As Republicans prepare to take over the House of Representatives, it appears the next Congress is heading back to the future. Republicans believe they have a mandate to get control of spending to defeat inflation, while President Biden and congressional Democrats want no part of that. So we can expect the same government shutdown and debt ceiling dramas we witnessed during the Obama Administration when Republicans and Democrats found themselves in a similar fiscal fight.
Back then, national defense was the biggest loser, as both political parties agreed on budget caps and a sequestration mechanism that decimated military readiness and modernization. Before we repeat those mistakes, Republicans instead ought to take a page from the Reagan playbook and insist that we can defeat inflation and control federal spending without weakening our military.
Republicans ought to take a page from the Reagan playbook and insist that we can defeat inflation and control federal spending without weakening our military.
After all, a military capable of effective deterrence may be more essential to taming inflation today than it was in the 1980s. Much of the inflation the world has endured this year stems from the disruptions created by Russia’s war on Ukraine. If Russia escalates further, or if China invades or blockades Taiwan, the economic consequences and inflationary pressures could be dire. Stronger defense capabilities are in both our economic and national security interests.
Faced with an expansionist Soviet Union and double-digit inflation at the start of his presidency, President Reagan’s economic team pursued a program that cut taxes, reduced spending and reformed Social Security. This fiscal cocktail did not include one ingredient: defense cuts. In what became known as the “showdown” between Budget Director David Stockman and Defense Secretary Casper “Cap” Weinberger, President Reagan rejected arguments that defense spending undermined the economic recovery.
Stockman sought a slow military buildup in order to limit deficit spending in the president’s first budget request—something Stockman anticipated would be essential to winning over Reaganite budget hawks in Congress and reassuring the markets. Yet President Reagan sided with his defense secretary, allowing the military to grow by more than 50 percent between 1983 and 1987.
Thanks to that decision, Weinberger was able to build a defense program that delivered the military credibility Reagan sought for his “peace through strength” agenda, including a 600 ship Navy, modernized Air Force and nuclear forces, larger land forces, and better pay and benefits for service members. An exasperated Stockman was surprised that there was no sticker shock in the Oval Office. But for Reagan, national defense was the domain of the commander-in-chief and the Pentagon—not the Office of Management and Budget. Stockman’s slow growth alternative would have meant cutting two aircraft carrier battle groups, reducing purchases of F-18 fighter aircraft, and delaying the procurement of the Bradley fighting vehicle—all of which became signature parts of the Reagan buildup.
After all, a military capable of effective deterrence may be more essential to taming inflation today than it was in the 1980s.
As important as his decision to move forward with the largest peacetime military buildup in modern history was Reagan’s rationale for siding with his defense secretary. The military budget had to align with the security needs of the country, not the political calculus of the moment. In 1981, this meant restoring the margin of safety the U.S. had lost against the Soviet Union during the 1970s.
Fast forward to today. The Biden Administration recently rolled out an ambitious national defense strategy that rightly acknowledges the unprecedented challenge posed by China’s modernized military, in addition to the dangers posed by Russia, Iran, North Korea and jihadist terrorism. Despite this, the Biden budget outlook is flat and has all the markings of a defense program designed by the Office of Management and Budget — a political product divorced from their own strategy, which will result in a shrinking and less capable force.
The Republican Congress should not go along with it. Channeling Reagan, they can build on last year’s bipartisan congressional efforts to beef up the Biden defense budget and, at the same time, challenge Biden Administration spending on the ever-growing entitlement state. This means supporting a defense budget with at least five percent real growth annually. After all, the conceit that Congress can arrest the deficit without entitlement reform is the pernicious myth that does little except weaken our military. During the Obama Administration, we learned the hard way that fixating on budget caps for discretionary spending—less than a third of federal spending—creates a lot of political theater with little to show for it.
The success of the Reagan military buildup and economic recovery was anything but inevitable. The historical record reveals that the same political forces and policy arguments that oppose supporting a strong military today were alive and well during the Reagan Revolution. Back then, principle not politics won the day: “Defense,” Reagan said, “is not a budget issue. You spend what you need.”
Divided government produced a strong military and economy before. It can be done again.
Roger I. Zakheim is Director of the Reagan Institute, a former Deputy Assistant Secretary of Defense and a Commissioner on the Congressional National Defense Strategy Commission.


> **ACTIVITY**: When you repeat the records, keep every word exact and drop each picture.
┌─ PROVIDED DATA
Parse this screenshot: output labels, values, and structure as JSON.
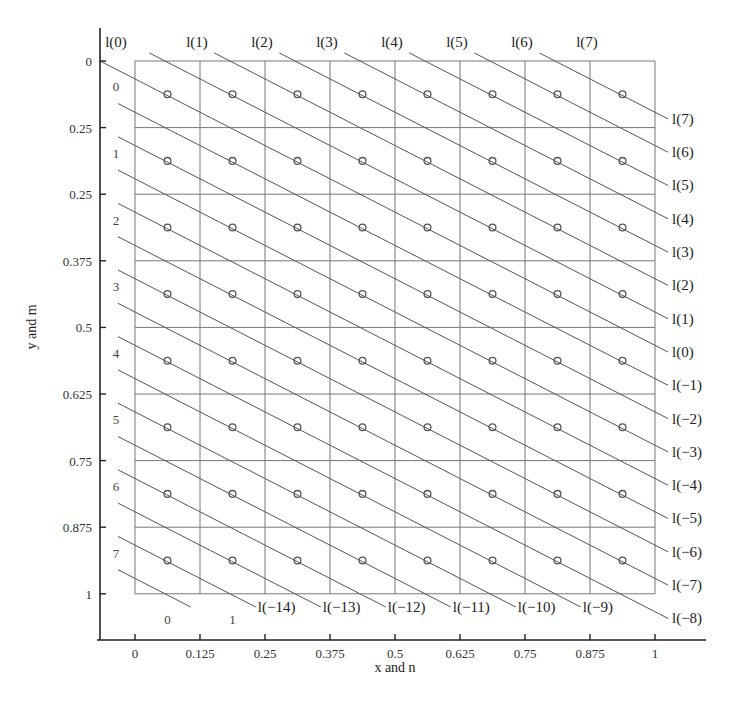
{
  "chart_data": {
    "type": "diagram",
    "title": "",
    "xlabel": "x and n",
    "ylabel": "y and m",
    "x_ticks": [
      "0",
      "0.125",
      "0.25",
      "0.375",
      "0.5",
      "0.625",
      "0.75",
      "0.875",
      "1"
    ],
    "y_ticks": [
      "0",
      "0.25",
      "0.25",
      "0.375",
      "0.5",
      "0.625",
      "0.75",
      "0.875",
      "1"
    ],
    "grid": {
      "cols": 8,
      "rows": 8
    },
    "column_index_labels": [
      "0",
      "1"
    ],
    "row_index_labels": [
      "0",
      "1",
      "2",
      "3",
      "4",
      "5",
      "6",
      "7"
    ],
    "sample_points": "circle at center of each of 8x8 cells",
    "top_line_labels": [
      "l(0)",
      "l(1)",
      "l(2)",
      "l(3)",
      "l(4)",
      "l(5)",
      "l(6)",
      "l(7)"
    ],
    "right_line_labels": [
      "l(7)",
      "l(6)",
      "l(5)",
      "l(4)",
      "l(3)",
      "l(2)",
      "l(1)",
      "l(0)",
      "l(−1)",
      "l(−2)",
      "l(−3)",
      "l(−4)",
      "l(−5)",
      "l(−6)",
      "l(−7)",
      "l(−8)"
    ],
    "bottom_line_labels": [
      "l(−14)",
      "l(−13)",
      "l(−12)",
      "l(−11)",
      "l(−10)",
      "l(−9)"
    ],
    "line_index_range": [
      -15,
      7
    ]
  },
  "colors": {
    "line": "#555555",
    "grid": "#777777",
    "axis": "#222222",
    "point": "#555555"
  }
}
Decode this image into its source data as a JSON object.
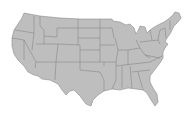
{
  "map": {
    "subject": "United States (contiguous) state boundaries",
    "style": "halftone dot pattern",
    "colors": {
      "background": "#ffffff",
      "land_fill": "#c8c8c8",
      "dot": "#9a9a9a",
      "state_border": "#7c7c7c"
    }
  }
}
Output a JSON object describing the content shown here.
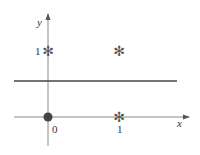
{
  "diagram": {
    "axes": {
      "x_label": "x",
      "y_label": "y",
      "x_ticks": [
        "0",
        "1"
      ],
      "y_ticks": [
        "1"
      ],
      "axis_color": "#888888"
    },
    "points": [
      {
        "x": 0,
        "y": 1,
        "marker": "asterisk"
      },
      {
        "x": 1,
        "y": 1,
        "marker": "asterisk"
      },
      {
        "x": 0,
        "y": 0,
        "marker": "filled-circle"
      },
      {
        "x": 1,
        "y": 0,
        "marker": "asterisk"
      }
    ],
    "separator_line": {
      "y": 0.5,
      "color": "#444444"
    },
    "marker_glyph": "✻",
    "colors": {
      "line": "#444444",
      "axis": "#888888",
      "circle": "#444444",
      "asterisk": "#555555"
    }
  }
}
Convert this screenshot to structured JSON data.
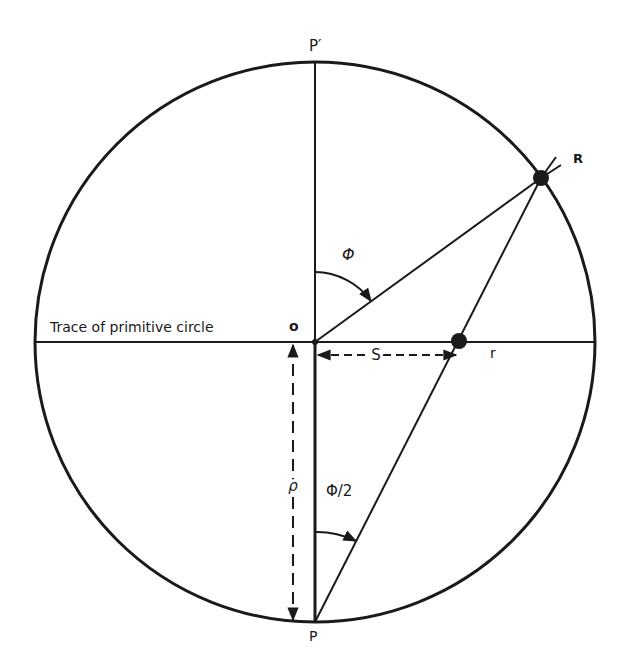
{
  "diagram": {
    "type": "stereographic projection construction",
    "labels": {
      "top_pole": "P′",
      "bottom_pole": "P",
      "center": "o",
      "point_on_sphere": "R",
      "projected_point": "r",
      "primitive_trace": "Trace of primitive circle",
      "angle_phi": "Φ",
      "angle_half_phi": "Φ/2",
      "distance_s": "S",
      "radius_rho": "ρ"
    },
    "colors": {
      "ink": "#1a1a1a",
      "background": "#ffffff"
    }
  }
}
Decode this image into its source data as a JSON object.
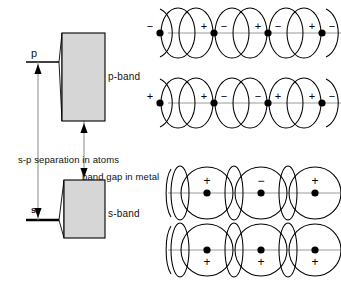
{
  "figure": {
    "title_labels": {
      "p_level": "p",
      "s_level": "s",
      "p_band": "p-band",
      "s_band": "s-band",
      "sp_separation": "s-p separation  in atoms",
      "band_gap": "band gap  in metal"
    },
    "colors": {
      "band_fill": "#d6d6d6",
      "stroke": "#000000",
      "axis_line": "#8a8a8a",
      "thin_line": "#9a9a9a"
    },
    "bands": [
      {
        "name": "p-band",
        "x": 62,
        "y": 33,
        "width": 43,
        "height": 88
      },
      {
        "name": "s-band",
        "x": 64,
        "y": 180,
        "width": 41,
        "height": 58
      }
    ],
    "orbital_rows": [
      {
        "name": "p-band-row-1",
        "kind": "p",
        "y": 33,
        "signs": [
          "+",
          "−",
          "+",
          "−",
          "+",
          "−",
          "+",
          "−"
        ],
        "description": "alternating plus minus pairs about each nucleus"
      },
      {
        "name": "p-band-row-2",
        "kind": "p",
        "y": 103,
        "signs": [
          "+",
          "−",
          "−",
          "+",
          "+",
          "−",
          "−",
          "+"
        ],
        "description": "paired alternation of plus minus about each nucleus"
      },
      {
        "name": "s-band-row-1",
        "kind": "s",
        "y": 193,
        "signs": [
          "+",
          "−",
          "+",
          "−"
        ],
        "sign_position": "above",
        "description": "alternating sign s orbitals, signs above nuclei"
      },
      {
        "name": "s-band-row-2",
        "kind": "s",
        "y": 250,
        "signs": [
          "+",
          "+",
          "+",
          "+"
        ],
        "sign_position": "below",
        "description": "all positive s orbitals, signs below nuclei"
      }
    ]
  }
}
└─
> **THE ANSWER**:
Parse this screenshot: output labels, values, and structure as JSON.
{
  "chart_data": {
    "type": "diagram",
    "title": "",
    "xlabel": "x and n",
    "ylabel": "y and m",
    "x_ticks": [
      "0",
      "0.125",
      "0.25",
      "0.375",
      "0.5",
      "0.625",
      "0.75",
      "0.875",
      "1"
    ],
    "y_ticks": [
      "0",
      "0.25",
      "0.25",
      "0.375",
      "0.5",
      "0.625",
      "0.75",
      "0.875",
      "1"
    ],
    "grid": {
      "cols": 8,
      "rows": 8
    },
    "column_index_labels": [
      "0",
      "1"
    ],
    "row_index_labels": [
      "0",
      "1",
      "2",
      "3",
      "4",
      "5",
      "6",
      "7"
    ],
    "sample_points": "circle at center of each of 8x8 cells",
    "top_line_labels": [
      "l(0)",
      "l(1)",
      "l(2)",
      "l(3)",
      "l(4)",
      "l(5)",
      "l(6)",
      "l(7)"
    ],
    "right_line_labels": [
      "l(7)",
      "l(6)",
      "l(5)",
      "l(4)",
      "l(3)",
      "l(2)",
      "l(1)",
      "l(0)",
      "l(−1)",
      "l(−2)",
      "l(−3)",
      "l(−4)",
      "l(−5)",
      "l(−6)",
      "l(−7)",
      "l(−8)"
    ],
    "bottom_line_labels": [
      "l(−14)",
      "l(−13)",
      "l(−12)",
      "l(−11)",
      "l(−10)",
      "l(−9)"
    ],
    "line_index_range": [
      -15,
      7
    ]
  },
  "colors": {
    "line": "#555555",
    "grid": "#777777",
    "axis": "#222222",
    "point": "#555555"
  }
}
Decode this image into its source data as a JSON object.
{
  "map": {
    "subject": "United States (contiguous) state boundaries",
    "style": "halftone dot pattern",
    "colors": {
      "background": "#ffffff",
      "land_fill": "#c8c8c8",
      "dot": "#9a9a9a",
      "state_border": "#7c7c7c"
    }
  }
}
Output a JSON object describing the content shown here.
{
  "diagram": {
    "axes": {
      "x_label": "x",
      "y_label": "y",
      "x_ticks": [
        "0",
        "1"
      ],
      "y_ticks": [
        "1"
      ],
      "axis_color": "#888888"
    },
    "points": [
      {
        "x": 0,
        "y": 1,
        "marker": "asterisk"
      },
      {
        "x": 1,
        "y": 1,
        "marker": "asterisk"
      },
      {
        "x": 0,
        "y": 0,
        "marker": "filled-circle"
      },
      {
        "x": 1,
        "y": 0,
        "marker": "asterisk"
      }
    ],
    "separator_line": {
      "y": 0.5,
      "color": "#444444"
    },
    "marker_glyph": "✻",
    "colors": {
      "line": "#444444",
      "axis": "#888888",
      "circle": "#444444",
      "asterisk": "#555555"
    }
  }
}
Convert this screenshot to structured JSON data.
{
  "diagram": {
    "type": "stereographic projection construction",
    "labels": {
      "top_pole": "P′",
      "bottom_pole": "P",
      "center": "o",
      "point_on_sphere": "R",
      "projected_point": "r",
      "primitive_trace": "Trace of primitive circle",
      "angle_phi": "Φ",
      "angle_half_phi": "Φ/2",
      "distance_s": "S",
      "radius_rho": "ρ"
    },
    "colors": {
      "ink": "#1a1a1a",
      "background": "#ffffff"
    }
  }
}
Decode this image into its source data as a JSON object.
{
  "figure": {
    "title_labels": {
      "p_level": "p",
      "s_level": "s",
      "p_band": "p-band",
      "s_band": "s-band",
      "sp_separation": "s-p separation  in atoms",
      "band_gap": "band gap  in metal"
    },
    "colors": {
      "band_fill": "#d6d6d6",
      "stroke": "#000000",
      "axis_line": "#8a8a8a",
      "thin_line": "#9a9a9a"
    },
    "bands": [
      {
        "name": "p-band",
        "x": 62,
        "y": 33,
        "width": 43,
        "height": 88
      },
      {
        "name": "s-band",
        "x": 64,
        "y": 180,
        "width": 41,
        "height": 58
      }
    ],
    "orbital_rows": [
      {
        "name": "p-band-row-1",
        "kind": "p",
        "y": 33,
        "signs": [
          "+",
          "−",
          "+",
          "−",
          "+",
          "−",
          "+",
          "−"
        ],
        "description": "alternating plus minus pairs about each nucleus"
      },
      {
        "name": "p-band-row-2",
        "kind": "p",
        "y": 103,
        "signs": [
          "+",
          "−",
          "−",
          "+",
          "+",
          "−",
          "−",
          "+"
        ],
        "description": "paired alternation of plus minus about each nucleus"
      },
      {
        "name": "s-band-row-1",
        "kind": "s",
        "y": 193,
        "signs": [
          "+",
          "−",
          "+",
          "−"
        ],
        "sign_position": "above",
        "description": "alternating sign s orbitals, signs above nuclei"
      },
      {
        "name": "s-band-row-2",
        "kind": "s",
        "y": 250,
        "signs": [
          "+",
          "+",
          "+",
          "+"
        ],
        "sign_position": "below",
        "description": "all positive s orbitals, signs below nuclei"
      }
    ]
  }
}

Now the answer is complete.